Etimology
From Middle English drem, from Old English drēam (“music, joy”), from Proto-West Germanic *draum, from Proto-Germanic *draumaz, from earlier *draugmaz, from Proto-Indo-European *dʰrowgʰ-mos, from *dʰrewgʰ- (“to deceive, injure, damage”). The sense of "dream", though not attested in Old English, may still have been present (compare Old Saxon drōm (“bustle, revelry, jubilation", also "dream”)), and was undoubtedly reinforced later in Middle English by Old Norse draumr (“dream”), from same Proto-Germanic root. Cognate with Scots dreme (“dream”), North Frisian drom (“dream”), West Frisian dream (“dream”), Low German Droom, Dutch droom (“dream”), German Traum (“dream”), Danish and Norwegian Bokmål drøm, Norwegian Nynorsk draum, Swedish dröm (“dream”), Icelandic draumur (“dream”). Related also to Old Norse draugr (“ghost, undead, spectre”), Dutch bedrog (“deception, deceit”), German Trug (“deception, illusion”).
noun
dream (plural dreams)
Imaginary events seen in the mind while sleeping.
(figurative) A hope or wish.
A visionary scheme; a wild conceit; an idle fancy.
Examples
Synonym: sweven
Hyponym: nightmare
have a dream
scary dream
vivid dream
erotic dream
feel like a dream
be in a dream
Dreams are but interludes which fancy makes.
She wakened in sharp panic, bewildered by the grotesquerie of some half-remembered dream in contrast with the harshness of inclement fact, drowsily realising that since she had fallen asleep it had come on to rain smartly out of a shrouded sky.
And I find it kind of funny, I find it kind of sad The dreams in which I'm dying are the best I've ever had
have a dream
fulfil a dream
harbour a dream
realize a dream
So this was my future home, I thought! […] Backed by towering hills, the but faintly discernible purple line of the French boundary off to the southwest, a sky of palest Gobelin flecked with fat, fleecy little clouds, it in truth looked a dear little city; the city of one's dreams.
I have a dream that my four little children will one day live in a nation where they will not be judged by the color of their skin, but by the content of their character. I have a dream today!
Ralph Wiggum is generally employed as a bottomless fount of glorious non sequiturs, but in “I Love Lisa” he stands in for every oblivious chump who ever deluded himself into thinking that with persistence, determination, and a pure heart he can win the girl of his dreams.
More likely than capture is death at the hands of Chinese border police. Killings like that of fifteen-year-old Yeshe Dundrub, shot at night in Saga County in November 1999, while fleeing with forty others to Nepal, are covered up when possible.
Synonym: vision
live in a dream
wake up from a dream
impossible dream
a dream of bliss
the dream of his youth
There sober thought pursued the amusing theme, Till Fancy coloured it and formed a dream.
It is not, then, a mere dream, but a very real aim which they propose.
verb
dream (third-person singular simple present dreams, present participle dreaming, simple past and past participle dreamed or dreamt)
(intransitive) To see imaginary events in one's mind while sleeping.
(intransitive) To hope, to wish.
(intransitive) To daydream.
(transitive) To envision as an imaginary experience (usually when asleep).
(intransitive) To consider the possibility (of).
Examples
Last night I dreamed of cupcakes and chocolate cookies.
Dreaming when Dawn's Left Hand was in the SkyI heard a Voice within the Tavern cry,"Awake, my Little ones, and fill the CupBefore Life's Liquor in its Cup be dry."
Lucy dreams of becoming a scientist when she'll grow up.
Stop dreaming and get back to work.
I dreamed a vivid dream last night.
And still they dream that they shall still succeed.
At length in sleep their bodies they compose, / And dreamt the future fight, and early rose.
I wouldn't dream of snubbing you in public.
There are more things in heaven and earth, Horatio, Than are dreamt of in your philosophy.
But then I had the [massive] flintlock by me for protection. […] The linen-press and a chest on the top of it formed, however, a very good gun-carriage; and, thus mounted, aim could be taken out of the window […], and a 'bead' could be drawn upon Molly, the dairymaid, kissing the fogger behind the hedge, little dreaming that the deadly tube was levelled at them.
adjective
dream (not comparable)
Ideal; perfect.
Examples
If a girl who talked like that was not his dream girl, he didn't know a dream girl when he heard one.
England found chances a rarity, although Liverpool striker Solanke almost made it a dream debut in the closing seconds, only to miscontrol at the far post.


▶ _ACTIVITY_
Within the records, find every line that includes the word "pallets" and copy it.

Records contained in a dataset
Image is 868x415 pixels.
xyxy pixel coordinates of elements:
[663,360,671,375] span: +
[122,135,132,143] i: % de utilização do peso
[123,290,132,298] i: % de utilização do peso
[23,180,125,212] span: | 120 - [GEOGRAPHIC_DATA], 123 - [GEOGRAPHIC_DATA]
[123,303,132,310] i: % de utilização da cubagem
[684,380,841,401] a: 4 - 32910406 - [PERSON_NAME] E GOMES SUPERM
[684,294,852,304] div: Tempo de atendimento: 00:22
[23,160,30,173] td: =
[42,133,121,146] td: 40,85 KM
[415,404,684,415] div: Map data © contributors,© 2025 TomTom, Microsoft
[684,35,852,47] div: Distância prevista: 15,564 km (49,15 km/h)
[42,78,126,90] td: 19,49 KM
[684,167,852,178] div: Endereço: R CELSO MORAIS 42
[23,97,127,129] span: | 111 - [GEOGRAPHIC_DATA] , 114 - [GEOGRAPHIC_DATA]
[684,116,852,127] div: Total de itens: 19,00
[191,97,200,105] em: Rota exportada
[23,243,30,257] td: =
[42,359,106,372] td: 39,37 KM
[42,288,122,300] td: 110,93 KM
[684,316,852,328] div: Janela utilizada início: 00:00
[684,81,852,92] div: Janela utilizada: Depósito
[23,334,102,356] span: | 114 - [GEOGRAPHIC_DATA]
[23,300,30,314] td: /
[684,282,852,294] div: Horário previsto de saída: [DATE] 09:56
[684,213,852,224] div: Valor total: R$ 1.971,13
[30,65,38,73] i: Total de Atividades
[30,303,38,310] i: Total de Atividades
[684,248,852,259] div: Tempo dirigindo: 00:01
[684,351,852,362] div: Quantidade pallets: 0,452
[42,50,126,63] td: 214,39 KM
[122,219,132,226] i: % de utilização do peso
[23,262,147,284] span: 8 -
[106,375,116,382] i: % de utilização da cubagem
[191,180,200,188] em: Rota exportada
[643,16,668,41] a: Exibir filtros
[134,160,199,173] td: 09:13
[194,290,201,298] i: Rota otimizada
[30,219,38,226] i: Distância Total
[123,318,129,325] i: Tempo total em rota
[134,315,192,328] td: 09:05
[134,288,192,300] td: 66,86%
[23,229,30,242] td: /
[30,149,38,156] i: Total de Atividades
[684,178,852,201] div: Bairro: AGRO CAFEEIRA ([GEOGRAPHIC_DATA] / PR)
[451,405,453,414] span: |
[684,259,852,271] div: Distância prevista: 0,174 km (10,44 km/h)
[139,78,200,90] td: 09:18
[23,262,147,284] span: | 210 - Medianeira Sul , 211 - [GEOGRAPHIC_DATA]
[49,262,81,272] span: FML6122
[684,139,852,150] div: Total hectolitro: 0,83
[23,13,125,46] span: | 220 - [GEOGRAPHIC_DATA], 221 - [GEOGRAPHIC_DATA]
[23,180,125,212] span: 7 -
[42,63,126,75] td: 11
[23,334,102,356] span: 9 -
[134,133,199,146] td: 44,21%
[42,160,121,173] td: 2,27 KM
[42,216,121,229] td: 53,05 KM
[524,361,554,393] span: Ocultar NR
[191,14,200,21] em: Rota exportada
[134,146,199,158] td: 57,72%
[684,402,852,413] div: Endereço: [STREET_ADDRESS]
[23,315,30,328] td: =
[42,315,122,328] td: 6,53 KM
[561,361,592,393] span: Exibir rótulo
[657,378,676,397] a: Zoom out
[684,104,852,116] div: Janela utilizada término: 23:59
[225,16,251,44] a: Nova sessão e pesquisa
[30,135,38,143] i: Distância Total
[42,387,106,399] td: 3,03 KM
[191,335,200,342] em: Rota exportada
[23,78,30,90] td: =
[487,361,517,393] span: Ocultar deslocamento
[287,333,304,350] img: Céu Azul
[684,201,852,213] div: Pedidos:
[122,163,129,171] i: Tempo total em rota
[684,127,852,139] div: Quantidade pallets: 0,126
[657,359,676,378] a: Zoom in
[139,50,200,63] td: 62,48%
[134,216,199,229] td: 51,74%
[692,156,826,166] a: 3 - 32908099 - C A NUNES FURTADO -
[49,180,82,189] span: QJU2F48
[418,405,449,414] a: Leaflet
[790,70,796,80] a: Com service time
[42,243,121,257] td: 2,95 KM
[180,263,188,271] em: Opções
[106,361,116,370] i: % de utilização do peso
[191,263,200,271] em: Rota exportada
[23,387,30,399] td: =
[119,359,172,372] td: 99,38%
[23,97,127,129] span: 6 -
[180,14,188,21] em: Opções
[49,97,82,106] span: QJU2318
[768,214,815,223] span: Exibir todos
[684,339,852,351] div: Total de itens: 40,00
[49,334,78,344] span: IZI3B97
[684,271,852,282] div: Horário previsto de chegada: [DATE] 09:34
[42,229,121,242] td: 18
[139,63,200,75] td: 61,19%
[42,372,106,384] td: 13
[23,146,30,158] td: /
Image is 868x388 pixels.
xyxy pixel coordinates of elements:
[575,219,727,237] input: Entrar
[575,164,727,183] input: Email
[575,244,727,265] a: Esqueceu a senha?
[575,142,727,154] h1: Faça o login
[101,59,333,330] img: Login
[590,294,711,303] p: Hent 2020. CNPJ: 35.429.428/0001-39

▶ _FINAL ANSWER_
[684,351,852,362] div: Quantidade pallets: 0,452
[684,127,852,139] div: Quantidade pallets: 0,126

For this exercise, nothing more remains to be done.